Oil and Natural Gas Reserve Prices 1982-2002: Implications for Depletion and Investment Cost

M.A. Adelman and G.C. Watkins

03-Nov

A time series is estimated of in-ground prices – as distinct from wellhead prices – of US oil and natural gas reserves for the period 1982-2002, using market purchase and sale transaction information. The prices are a measure of the unit investment cost (long-run marginal cost) of creating new oil and gas reserves. The data are also used to examine the impact of reserves status (producing or not), the rate of production (R/P ratios) and of wellhead prices on reserve prices, and to reveal oil and natural gas price expectations embedded in reserve prices. Noticeable differences are disclosed between oil price expectations (ambiguous) and natural gas (positive). Estimates are made of current market values of US oil and gas reserves.
Over the 21 year time span studied the trend in oil reserve prices is zero to mildly negative, that in natural gas is zero to mildly positive. All of these results — the reserve prices themselves, their trends, and estimates of one year returns on holding reserve assets– are incompatible with Hotelling doctrines. All these estimates refute the assumption of a fixed stock of hydrocarbons whose incessant decrease by production makes the still unproduced remainder constantly more valuable. The results are compatible with a process whereby investment adds to reserves even as production depletes them.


_Work instructions_
Because the listing below is to be kept intact, restate all of it word for word.

--- START ---

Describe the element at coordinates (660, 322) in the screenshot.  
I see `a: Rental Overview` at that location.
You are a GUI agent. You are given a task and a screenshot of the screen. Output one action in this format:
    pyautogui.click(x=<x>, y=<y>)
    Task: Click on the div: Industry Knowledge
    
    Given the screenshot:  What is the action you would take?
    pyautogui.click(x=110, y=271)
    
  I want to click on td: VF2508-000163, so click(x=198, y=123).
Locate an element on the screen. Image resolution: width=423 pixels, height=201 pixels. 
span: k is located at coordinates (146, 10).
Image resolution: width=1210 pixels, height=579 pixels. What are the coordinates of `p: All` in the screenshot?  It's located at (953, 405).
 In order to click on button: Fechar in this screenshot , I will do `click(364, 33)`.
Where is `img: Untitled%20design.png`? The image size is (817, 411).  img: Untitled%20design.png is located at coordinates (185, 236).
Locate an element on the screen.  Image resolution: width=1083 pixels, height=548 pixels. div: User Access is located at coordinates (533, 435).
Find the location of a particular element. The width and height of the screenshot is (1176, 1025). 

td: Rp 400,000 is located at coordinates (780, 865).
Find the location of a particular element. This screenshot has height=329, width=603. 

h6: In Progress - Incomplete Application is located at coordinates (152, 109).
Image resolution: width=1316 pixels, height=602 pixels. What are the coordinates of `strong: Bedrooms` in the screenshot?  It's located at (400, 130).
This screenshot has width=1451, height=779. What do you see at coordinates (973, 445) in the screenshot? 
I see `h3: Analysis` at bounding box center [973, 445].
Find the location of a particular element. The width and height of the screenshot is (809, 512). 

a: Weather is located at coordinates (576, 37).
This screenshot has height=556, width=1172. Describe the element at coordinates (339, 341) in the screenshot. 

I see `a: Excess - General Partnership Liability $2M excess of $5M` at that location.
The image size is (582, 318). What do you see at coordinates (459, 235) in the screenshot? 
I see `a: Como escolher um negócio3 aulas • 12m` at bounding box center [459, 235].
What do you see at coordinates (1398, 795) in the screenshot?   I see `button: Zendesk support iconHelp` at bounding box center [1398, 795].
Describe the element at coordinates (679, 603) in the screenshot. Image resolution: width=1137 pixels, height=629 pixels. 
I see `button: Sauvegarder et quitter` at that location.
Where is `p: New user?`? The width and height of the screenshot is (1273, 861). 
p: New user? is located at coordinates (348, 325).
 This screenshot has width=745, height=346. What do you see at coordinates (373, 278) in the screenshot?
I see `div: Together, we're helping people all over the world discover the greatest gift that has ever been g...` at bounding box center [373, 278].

--- END ---

_Solution for this problem_
Describe the element at coordinates (660, 322) in the screenshot.  
I see `a: Rental Overview` at that location.
You are a GUI agent. You are given a task and a screenshot of the screen. Output one action in this format:
    pyautogui.click(x=<x>, y=<y>)
    Task: Click on the div: Industry Knowledge
    
    Given the screenshot:  What is the action you would take?
    pyautogui.click(x=110, y=271)
    
  I want to click on td: VF2508-000163, so click(x=198, y=123).
Locate an element on the screen. Image resolution: width=423 pixels, height=201 pixels. 
span: k is located at coordinates (146, 10).
Image resolution: width=1210 pixels, height=579 pixels. What are the coordinates of `p: All` in the screenshot?  It's located at (953, 405).
 In order to click on button: Fechar in this screenshot , I will do `click(364, 33)`.
Where is `img: Untitled%20design.png`? The image size is (817, 411).  img: Untitled%20design.png is located at coordinates (185, 236).
Locate an element on the screen.  Image resolution: width=1083 pixels, height=548 pixels. div: User Access is located at coordinates (533, 435).
Find the location of a particular element. The width and height of the screenshot is (1176, 1025). 

td: Rp 400,000 is located at coordinates (780, 865).
Find the location of a particular element. This screenshot has height=329, width=603. 

h6: In Progress - Incomplete Application is located at coordinates (152, 109).
Image resolution: width=1316 pixels, height=602 pixels. What are the coordinates of `strong: Bedrooms` in the screenshot?  It's located at (400, 130).
This screenshot has width=1451, height=779. What do you see at coordinates (973, 445) in the screenshot? 
I see `h3: Analysis` at bounding box center [973, 445].
Find the location of a particular element. The width and height of the screenshot is (809, 512). 

a: Weather is located at coordinates (576, 37).
This screenshot has height=556, width=1172. Describe the element at coordinates (339, 341) in the screenshot. 

I see `a: Excess - General Partnership Liability $2M excess of $5M` at that location.
The image size is (582, 318). What do you see at coordinates (459, 235) in the screenshot? 
I see `a: Como escolher um negócio3 aulas • 12m` at bounding box center [459, 235].
What do you see at coordinates (1398, 795) in the screenshot?   I see `button: Zendesk support iconHelp` at bounding box center [1398, 795].
Describe the element at coordinates (679, 603) in the screenshot. Image resolution: width=1137 pixels, height=629 pixels. 
I see `button: Sauvegarder et quitter` at that location.
Where is `p: New user?`? The width and height of the screenshot is (1273, 861). 
p: New user? is located at coordinates (348, 325).
 This screenshot has width=745, height=346. What do you see at coordinates (373, 278) in the screenshot?
I see `div: Together, we're helping people all over the world discover the greatest gift that has ever been g...` at bounding box center [373, 278].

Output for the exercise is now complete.